Lebanese migrant Gergis Gebrayel arrived in Australia on July 15, 1968, settling in Sydney. He still counts the days since he left his ancestral homeland, a tally that has surpassed 19,000.
Hailing from the small mountainous village in northern Lebanon, Karm El Mohr – or ‘the foal vineyard’ in English - he made his first big step at the age of 18 when he moved to the country's capital city, Beirut.
“I am 72 years old, I have never dreamt of anything other than my village Karm El Mohr where we would work in the fields with my dad,” he tells SBS Arabic24.
With a deep affinity for Lebanon, moving abroad wasn't part of the plan until a relative in Australia extended an invitation for the then 19-year-old to migrate.
“They told me if you are paid one Lira a day [in Lebanon], in Australia, you will be paid one dollar an hour,” he says.
“I thought I would go to Australia for five years, make some money and then come back to Lebanon.”Things didn’t go quite as planned once he settled.
Gebrayel was 18 when he left his village and 19 when he migrated to Australia. Source: Supplied
“Whoever comes to Sydney, can’t leave it. Australia, as you see in the news, is the best country in the world in terms of how it treats its citizens.
“I thank God. He gave us a good family, and it became harder and harder for us to leave our kids and grandchildren here and go back to Lebanon.”
Australia during the late ‘60s was a “very different place”, he recalls.
Following his arrival, he secured a job in a factory that printed cigarette and biscuit packets.
He soon realised that his lack of English language skills posed a big obstacle, but one that he was determined to overcome using a basic method.
“I got a job in a factory, but it was hard, I didn’t know the language, and I couldn’t read or write, but Australia needed workers.
“I couldn’t communicate with the Australians, but I worked through sign language, for example, if they want me to sweep the floor, someone would bring the broom and make a sweeping hand gesture and hand it over to me.”
'You got to feeling sad for yourself'
Gebrayel spent his first six months in Australia living in a room of a relative’s Campsie home with three other workers from Lebanon.
He recalls that his roommates each had a bed and would place their suitcases and belongings underneath.
“We didn’t know the country, we couldn’t go anywhere, so we would stay in the room and play cards.”
An experience that stuck in his mind was a time he got lost on his walk home from work, which made him question his decision to migrate to Australia.
“We didn’t take transport, we would walk for half an hour or 45 minutes each way.
“The person who used to walk with me home asked me one day if I can walk back home alone. I felt too embarrassed to say no.
“I still remember the street name that I got lost on, Mary Street, I found myself on the Hume Highway instead, and I was like ‘this is not the area’.”
Desperate to reach his destination as the time had passed 1:30am, he decided to walk back to the factory to make a second attempt at walking home, but he ended up at the highway once again.
“You got to feeling sad for yourself, I started crying and I felt sorry, and I asked myself, what happened? why have I put myself in a situation like this?
“Somehow God inspired me, and I found the way back and went home.”
It was the first time he felt the true meaning of being separated from his home country.
“When I came back home, I found that no one missed me, no one was worried and I asked myself, who would be concerned? You don’t have a mother, a brother, or a wife.”
Five decades on from that experience and although he still misses Lebanon, Gebrayel is thankful to have come to Australia, saying the risk “paid off”.
Australia gave me more than enough for me and my family for several generations to come.
“It took a lot of hard labour and work where we contributed to building this great country.”
Granville train disaster
Gebrayel says one of the hardest moments of his life was witnessing the aftermath of the Granville train disaster in 1977.
During that tragic event, a crowded commuter train derailed, running into the supports of a road bridge that collapsed onto two of the train's passenger carriages.
The incident claimed 83 lives and went down in history as Australia’s worst rail disaster.On this day, Gebrayel was on his way to visit his brother who lived 200 metres from the bridge.
The scene of the Granville train disaster. Source: Flickr: Blue Mountains Library - Local Studies
“When we heard a sound of a collapse we ran outside,” he recalls.
“We found the bridge already collapsed and the scene was full of police and ambulances.
“Doctors, nurses and people with knowledge of first aid were the only ones allowed to help. I stood there watching and seeing people screaming, but I wasn’t allowed to help.
“I cried that day because I couldn’t help. I wished I was a doctor or a nurse.”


## Aim of the task
Each line below that holds the string "births" counts once; report the total and nothing else.

## The input
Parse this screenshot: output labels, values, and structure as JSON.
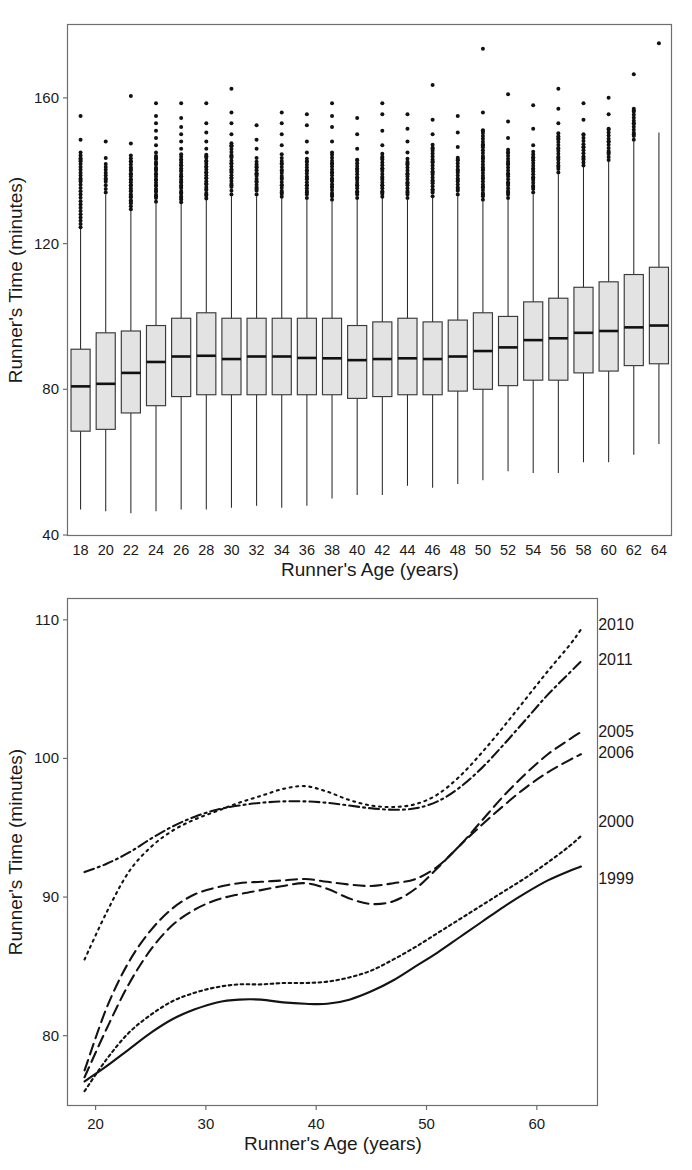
{
  "figure": {
    "panel_top_name": "boxplot-panel",
    "panel_bottom_name": "smoothed-curves-panel",
    "stroke_color": "#131313",
    "box_fill_color": "#e3e3e3",
    "frame_color": "#6e6e6e"
  },
  "chart_data": [
    {
      "type": "box",
      "title": "",
      "xlabel": "Runner's Age (years)",
      "ylabel": "Runner's Time (minutes)",
      "xlim": [
        17,
        65
      ],
      "ylim": [
        40,
        180
      ],
      "yticks": [
        40,
        80,
        120,
        160
      ],
      "ytick_labels": [
        "40",
        "80",
        "120",
        "160"
      ],
      "grid": false,
      "legend": "none",
      "categories": [
        18,
        20,
        22,
        24,
        26,
        28,
        30,
        32,
        34,
        36,
        38,
        40,
        42,
        44,
        46,
        48,
        50,
        52,
        54,
        56,
        58,
        60,
        62,
        64
      ],
      "xtick_labels": [
        "18",
        "20",
        "22",
        "24",
        "26",
        "28",
        "30",
        "32",
        "34",
        "36",
        "38",
        "40",
        "42",
        "44",
        "46",
        "48",
        "50",
        "52",
        "54",
        "56",
        "58",
        "60",
        "62",
        "64"
      ],
      "boxes": [
        {
          "age": 18,
          "whisker_low": 47.0,
          "q1": 68.5,
          "median": 80.8,
          "q3": 91.0,
          "whisker_high": 124.0,
          "outliers": [
            137.5,
            143.0,
            148.5,
            155.0
          ]
        },
        {
          "age": 20,
          "whisker_low": 46.5,
          "q1": 69.0,
          "median": 81.5,
          "q3": 95.5,
          "whisker_high": 133.5,
          "outliers": [
            137.5,
            143.5,
            148.0
          ]
        },
        {
          "age": 22,
          "whisker_low": 46.0,
          "q1": 73.5,
          "median": 84.5,
          "q3": 96.0,
          "whisker_high": 129.0,
          "outliers": [
            131.5,
            133.0,
            134.5,
            136.0,
            137.5,
            139.0,
            140.5,
            142.5,
            147.5,
            160.5
          ]
        },
        {
          "age": 24,
          "whisker_low": 46.5,
          "q1": 75.5,
          "median": 87.5,
          "q3": 97.5,
          "whisker_high": 131.0,
          "outliers": [
            133.0,
            134.5,
            136.0,
            137.5,
            139.0,
            140.5,
            142.0,
            143.5,
            145.0,
            147.0,
            149.0,
            151.0,
            153.0,
            155.0,
            158.5
          ]
        },
        {
          "age": 26,
          "whisker_low": 47.0,
          "q1": 78.0,
          "median": 89.0,
          "q3": 99.5,
          "whisker_high": 131.0,
          "outliers": [
            132.5,
            134.0,
            135.5,
            137.0,
            138.5,
            140.0,
            141.5,
            143.0,
            144.5,
            146.0,
            148.0,
            150.0,
            152.0,
            154.5,
            158.5
          ]
        },
        {
          "age": 28,
          "whisker_low": 47.0,
          "q1": 78.5,
          "median": 89.2,
          "q3": 101.0,
          "whisker_high": 132.0,
          "outliers": [
            133.5,
            135.0,
            136.5,
            138.0,
            139.5,
            141.0,
            142.5,
            144.0,
            146.0,
            148.0,
            150.5,
            153.0,
            158.5
          ]
        },
        {
          "age": 30,
          "whisker_low": 47.5,
          "q1": 78.5,
          "median": 88.3,
          "q3": 99.5,
          "whisker_high": 133.0,
          "outliers": [
            136.0,
            138.0,
            140.0,
            142.0,
            144.0,
            147.0,
            150.0,
            153.0,
            156.0,
            162.5
          ]
        },
        {
          "age": 32,
          "whisker_low": 48.0,
          "q1": 78.5,
          "median": 89.0,
          "q3": 99.5,
          "whisker_high": 133.0,
          "outliers": [
            135.0,
            137.0,
            139.0,
            141.0,
            143.5,
            146.0,
            148.5,
            152.5
          ]
        },
        {
          "age": 34,
          "whisker_low": 47.5,
          "q1": 78.5,
          "median": 89.0,
          "q3": 99.5,
          "whisker_high": 132.5,
          "outliers": [
            134.0,
            136.0,
            138.0,
            140.0,
            142.0,
            144.5,
            147.0,
            150.0,
            153.0,
            156.0
          ]
        },
        {
          "age": 36,
          "whisker_low": 48.0,
          "q1": 78.5,
          "median": 88.6,
          "q3": 99.5,
          "whisker_high": 132.0,
          "outliers": [
            134.0,
            136.0,
            138.0,
            140.0,
            142.5,
            145.0,
            148.0,
            152.5,
            155.5
          ]
        },
        {
          "age": 38,
          "whisker_low": 50.0,
          "q1": 78.5,
          "median": 88.5,
          "q3": 99.5,
          "whisker_high": 131.5,
          "outliers": [
            133.5,
            135.5,
            137.5,
            139.5,
            142.0,
            145.0,
            148.0,
            152.0,
            155.0,
            158.5
          ]
        },
        {
          "age": 40,
          "whisker_low": 51.0,
          "q1": 77.5,
          "median": 88.0,
          "q3": 97.5,
          "whisker_high": 132.0,
          "outliers": [
            134.0,
            136.0,
            138.0,
            140.5,
            143.0,
            146.0,
            150.0,
            154.5
          ]
        },
        {
          "age": 42,
          "whisker_low": 51.0,
          "q1": 78.0,
          "median": 88.3,
          "q3": 98.5,
          "whisker_high": 132.5,
          "outliers": [
            134.0,
            136.0,
            138.0,
            140.5,
            143.5,
            147.0,
            151.0,
            155.5,
            158.5
          ]
        },
        {
          "age": 44,
          "whisker_low": 53.5,
          "q1": 78.5,
          "median": 88.5,
          "q3": 99.5,
          "whisker_high": 132.0,
          "outliers": [
            134.0,
            136.5,
            139.0,
            142.0,
            145.0,
            148.0,
            151.5,
            155.5
          ]
        },
        {
          "age": 46,
          "whisker_low": 53.0,
          "q1": 78.5,
          "median": 88.3,
          "q3": 98.5,
          "whisker_high": 132.5,
          "outliers": [
            134.5,
            137.0,
            139.5,
            142.5,
            146.0,
            150.0,
            154.0,
            163.5
          ]
        },
        {
          "age": 48,
          "whisker_low": 54.0,
          "q1": 79.5,
          "median": 89.0,
          "q3": 99.0,
          "whisker_high": 133.0,
          "outliers": [
            135.0,
            137.5,
            140.0,
            143.0,
            146.5,
            150.5,
            155.0
          ]
        },
        {
          "age": 50,
          "whisker_low": 55.0,
          "q1": 80.0,
          "median": 90.5,
          "q3": 101.0,
          "whisker_high": 131.5,
          "outliers": [
            133.5,
            135.5,
            138.0,
            140.5,
            143.5,
            147.0,
            151.0,
            156.0,
            173.5
          ]
        },
        {
          "age": 52,
          "whisker_low": 57.5,
          "q1": 81.0,
          "median": 91.5,
          "q3": 100.0,
          "whisker_high": 132.0,
          "outliers": [
            134.0,
            136.5,
            139.0,
            142.0,
            145.0,
            149.0,
            153.5,
            161.0
          ]
        },
        {
          "age": 54,
          "whisker_low": 57.0,
          "q1": 82.5,
          "median": 93.5,
          "q3": 104.0,
          "whisker_high": 133.5,
          "outliers": [
            135.5,
            138.0,
            140.5,
            143.5,
            147.0,
            151.5,
            158.0
          ]
        },
        {
          "age": 56,
          "whisker_low": 57.0,
          "q1": 82.5,
          "median": 94.0,
          "q3": 105.0,
          "whisker_high": 139.0,
          "outliers": [
            141.0,
            143.5,
            146.0,
            149.0,
            153.0,
            157.0,
            162.5
          ]
        },
        {
          "age": 58,
          "whisker_low": 60.0,
          "q1": 84.5,
          "median": 95.5,
          "q3": 108.0,
          "whisker_high": 141.0,
          "outliers": [
            143.5,
            146.5,
            150.0,
            154.0,
            158.5
          ]
        },
        {
          "age": 60,
          "whisker_low": 60.0,
          "q1": 85.0,
          "median": 96.0,
          "q3": 109.5,
          "whisker_high": 142.5,
          "outliers": [
            145.0,
            148.0,
            151.5,
            155.5,
            160.0
          ]
        },
        {
          "age": 62,
          "whisker_low": 62.0,
          "q1": 86.5,
          "median": 97.0,
          "q3": 111.5,
          "whisker_high": 148.0,
          "outliers": [
            150.0,
            153.0,
            156.5,
            166.5
          ]
        },
        {
          "age": 64,
          "whisker_low": 65.0,
          "q1": 87.0,
          "median": 97.5,
          "q3": 113.5,
          "whisker_high": 150.5,
          "outliers": [
            175.0
          ]
        }
      ]
    },
    {
      "type": "line",
      "title": "",
      "xlabel": "Runner's Age (years)",
      "ylabel": "Runner's Time (minutes)",
      "xlim": [
        17.5,
        65.5
      ],
      "ylim": [
        75.0,
        111.5
      ],
      "xticks": [
        20,
        30,
        40,
        50,
        60
      ],
      "xtick_labels": [
        "20",
        "30",
        "40",
        "50",
        "60"
      ],
      "yticks": [
        80,
        90,
        100,
        110
      ],
      "ytick_labels": [
        "80",
        "90",
        "100",
        "110"
      ],
      "grid": false,
      "legend": "inline-right-labels",
      "x": [
        19,
        21,
        23,
        25,
        27,
        29,
        31,
        33,
        35,
        37,
        39,
        41,
        43,
        45,
        47,
        49,
        51,
        53,
        55,
        57,
        59,
        61,
        63,
        64
      ],
      "series": [
        {
          "name": "1999",
          "style": "solid",
          "label_x": 65.2,
          "label_y": 91.3,
          "values": [
            76.7,
            77.8,
            79.0,
            80.2,
            81.2,
            81.9,
            82.4,
            82.6,
            82.6,
            82.4,
            82.3,
            82.3,
            82.6,
            83.2,
            84.0,
            85.0,
            86.0,
            87.1,
            88.2,
            89.3,
            90.3,
            91.2,
            91.9,
            92.2
          ]
        },
        {
          "name": "2000",
          "style": "fine-dotted",
          "label_x": 65.2,
          "label_y": 95.4,
          "values": [
            76.0,
            78.3,
            80.2,
            81.5,
            82.5,
            83.1,
            83.5,
            83.7,
            83.7,
            83.8,
            83.8,
            83.9,
            84.2,
            84.7,
            85.5,
            86.4,
            87.4,
            88.4,
            89.4,
            90.4,
            91.4,
            92.5,
            93.7,
            94.4
          ]
        },
        {
          "name": "2005",
          "style": "dashed",
          "label_x": 65.2,
          "label_y": 101.9,
          "values": [
            77.5,
            82.0,
            85.3,
            87.6,
            89.2,
            90.2,
            90.7,
            91.0,
            91.1,
            91.2,
            91.3,
            91.1,
            90.9,
            90.8,
            91.0,
            91.3,
            92.2,
            93.7,
            95.5,
            97.3,
            98.9,
            100.3,
            101.4,
            101.9
          ]
        },
        {
          "name": "2006",
          "style": "dashed",
          "label_x": 65.2,
          "label_y": 100.4,
          "values": [
            77.0,
            80.5,
            83.7,
            86.2,
            88.0,
            89.1,
            89.8,
            90.2,
            90.5,
            90.8,
            91.0,
            90.6,
            89.9,
            89.5,
            89.7,
            90.6,
            92.1,
            93.7,
            95.2,
            96.6,
            97.9,
            99.0,
            99.9,
            100.3
          ]
        },
        {
          "name": "2010",
          "style": "dotted",
          "label_x": 65.2,
          "label_y": 109.6,
          "values": [
            85.5,
            88.9,
            91.8,
            93.6,
            94.8,
            95.6,
            96.2,
            96.8,
            97.3,
            97.8,
            98.0,
            97.6,
            97.0,
            96.6,
            96.5,
            96.7,
            97.4,
            98.7,
            100.4,
            102.3,
            104.3,
            106.3,
            108.2,
            109.3
          ]
        },
        {
          "name": "2011",
          "style": "dash-dotted",
          "label_x": 65.2,
          "label_y": 107.1,
          "values": [
            91.8,
            92.4,
            93.2,
            94.2,
            95.1,
            95.8,
            96.3,
            96.6,
            96.8,
            96.9,
            96.9,
            96.8,
            96.6,
            96.4,
            96.3,
            96.4,
            96.9,
            97.9,
            99.3,
            101.0,
            102.8,
            104.6,
            106.2,
            107.0
          ]
        }
      ]
    }
  ]
}
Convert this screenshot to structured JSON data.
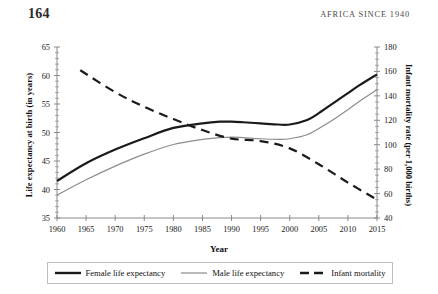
{
  "page": {
    "folio": "164",
    "running_head": "AFRICA SINCE 1940"
  },
  "figure": {
    "x_axis_title": "Year",
    "y_axis_left_title": "Life expectancy at birth (in years)",
    "y_axis_right_title": "Infant mortality rate (per 1,000 births)",
    "legend": [
      {
        "label": "Female life expectancy",
        "style": "solid-thick-black",
        "color": "#1a1a1a"
      },
      {
        "label": "Male life expectancy",
        "style": "solid-thin-gray",
        "color": "#8c8c8c"
      },
      {
        "label": "Infant mortality",
        "style": "dashed-black",
        "color": "#1a1a1a"
      }
    ]
  },
  "chart_data": {
    "type": "line",
    "title": "",
    "xlabel": "Year",
    "ylabel": "Life expectancy at birth (in years)",
    "ylabel_right": "Infant mortality rate (per 1,000 births)",
    "xlim": [
      1960,
      2015
    ],
    "ylim": [
      35,
      65
    ],
    "ylim_right": [
      40,
      180
    ],
    "xticks": [
      1960,
      1965,
      1970,
      1975,
      1980,
      1985,
      1990,
      1995,
      2000,
      2005,
      2010,
      2015
    ],
    "xticklabels": [
      "1960",
      "1965",
      "1970",
      "1975",
      "1980",
      "1985",
      "1990",
      "1995",
      "2000",
      "2005",
      "2010",
      "2015"
    ],
    "yticks_left": [
      35,
      40,
      45,
      50,
      55,
      60,
      65
    ],
    "yticklabels_left": [
      "35",
      "40",
      "45",
      "50",
      "55",
      "60",
      "65"
    ],
    "yticks_right": [
      40,
      60,
      80,
      100,
      120,
      140,
      160,
      180
    ],
    "yticklabels_right": [
      "40",
      "60",
      "80",
      "100",
      "120",
      "140",
      "160",
      "180"
    ],
    "grid": false,
    "legend_position": "below-plot",
    "series": [
      {
        "name": "Female life expectancy",
        "axis": "left",
        "color": "#1a1a1a",
        "width": 2.2,
        "dash": "none",
        "x": [
          1960,
          1965,
          1970,
          1975,
          1980,
          1985,
          1988,
          1990,
          1992,
          1995,
          1998,
          2000,
          2003,
          2005,
          2008,
          2010,
          2012,
          2015
        ],
        "values": [
          41.5,
          44.6,
          47.0,
          49.0,
          50.8,
          51.6,
          51.9,
          51.9,
          51.8,
          51.6,
          51.4,
          51.4,
          52.2,
          53.4,
          55.5,
          56.9,
          58.3,
          60.2
        ]
      },
      {
        "name": "Male life expectancy",
        "axis": "left",
        "color": "#8c8c8c",
        "width": 1.2,
        "dash": "none",
        "x": [
          1960,
          1965,
          1970,
          1975,
          1980,
          1985,
          1988,
          1990,
          1992,
          1995,
          1998,
          2000,
          2003,
          2005,
          2008,
          2010,
          2012,
          2015
        ],
        "values": [
          39.0,
          41.7,
          44.1,
          46.2,
          47.9,
          48.8,
          49.1,
          49.2,
          49.1,
          48.9,
          48.8,
          48.9,
          49.6,
          50.7,
          52.6,
          54.0,
          55.5,
          57.5
        ]
      },
      {
        "name": "Infant mortality",
        "axis": "right",
        "color": "#1a1a1a",
        "width": 2.2,
        "dash": "9 6",
        "x": [
          1964,
          1970,
          1975,
          1980,
          1985,
          1990,
          1995,
          2000,
          2005,
          2010,
          2015
        ],
        "values": [
          161,
          143,
          131,
          121,
          112,
          105,
          103,
          97,
          84,
          69,
          55
        ]
      }
    ]
  }
}
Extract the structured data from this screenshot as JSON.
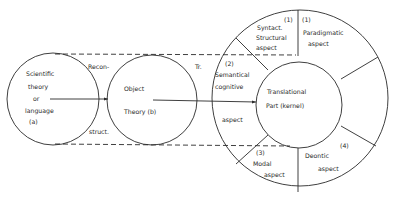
{
  "diagram": {
    "circle_a": {
      "lines": [
        "Scientific",
        "theory",
        "or",
        "language",
        "(a)"
      ]
    },
    "circle_b": {
      "lines": [
        "Object",
        "Theory (b)"
      ]
    },
    "connector_ab": {
      "top_label": "Recon-",
      "bottom_label": "struct."
    },
    "connector_bk": {
      "label": "Tr."
    },
    "kernel": {
      "lines": [
        "Translational",
        "Part   (kernel)"
      ]
    },
    "aspects": [
      {
        "number": "(1)",
        "lines": [
          "Syntact.",
          "Structural",
          "aspect"
        ]
      },
      {
        "number": "(1)",
        "lines": [
          "Paradigmatic",
          "aspect"
        ]
      },
      {
        "number": "(2)",
        "lines": [
          "Semantical",
          "cognitive",
          "aspect"
        ]
      },
      {
        "number": "(3)",
        "lines": [
          "Modal",
          "aspect"
        ]
      },
      {
        "number": "(4)",
        "lines": [
          "Deontic",
          "aspect"
        ]
      }
    ]
  }
}
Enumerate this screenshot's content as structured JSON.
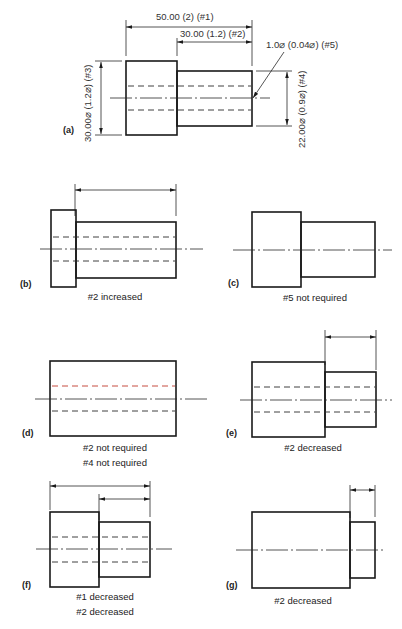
{
  "figure": {
    "panels": [
      {
        "id": "a",
        "tag": "(a)",
        "dimensions": {
          "overall_length": "50.00 (2) (#1)",
          "step_length": "30.00 (1.2) (#2)",
          "hole_diameter": "1.0⌀ (0.04⌀) (#5)",
          "large_diameter": "30.00⌀ (1.2⌀) (#3)",
          "small_diameter": "22.00⌀ (0.9⌀) (#4)"
        }
      },
      {
        "id": "b",
        "tag": "(b)",
        "caption_lines": [
          "#2 increased"
        ]
      },
      {
        "id": "c",
        "tag": "(c)",
        "caption_lines": [
          "#5 not required"
        ]
      },
      {
        "id": "d",
        "tag": "(d)",
        "caption_lines": [
          "#2 not required",
          "#4 not required"
        ]
      },
      {
        "id": "e",
        "tag": "(e)",
        "caption_lines": [
          "#2 decreased"
        ]
      },
      {
        "id": "f",
        "tag": "(f)",
        "caption_lines": [
          "#1 decreased",
          "#2 decreased"
        ]
      },
      {
        "id": "g",
        "tag": "(g)",
        "caption_lines": [
          "#2 decreased"
        ]
      }
    ],
    "colors": {
      "line": "#1a1a1a",
      "highlight_hidden_line": "#c0392b",
      "highlight_text": "#2e7d32"
    }
  }
}
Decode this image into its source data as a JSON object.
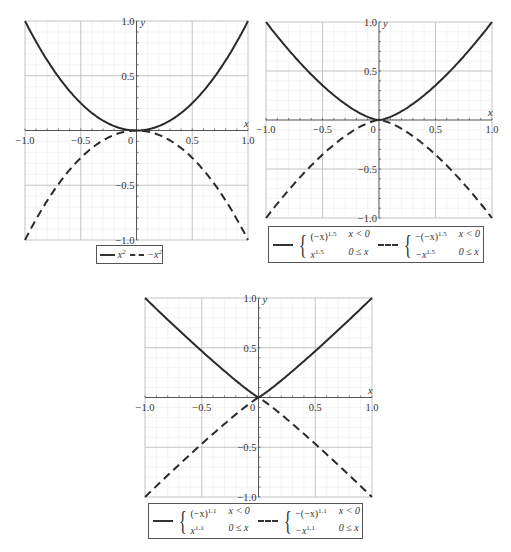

## Result of the task
2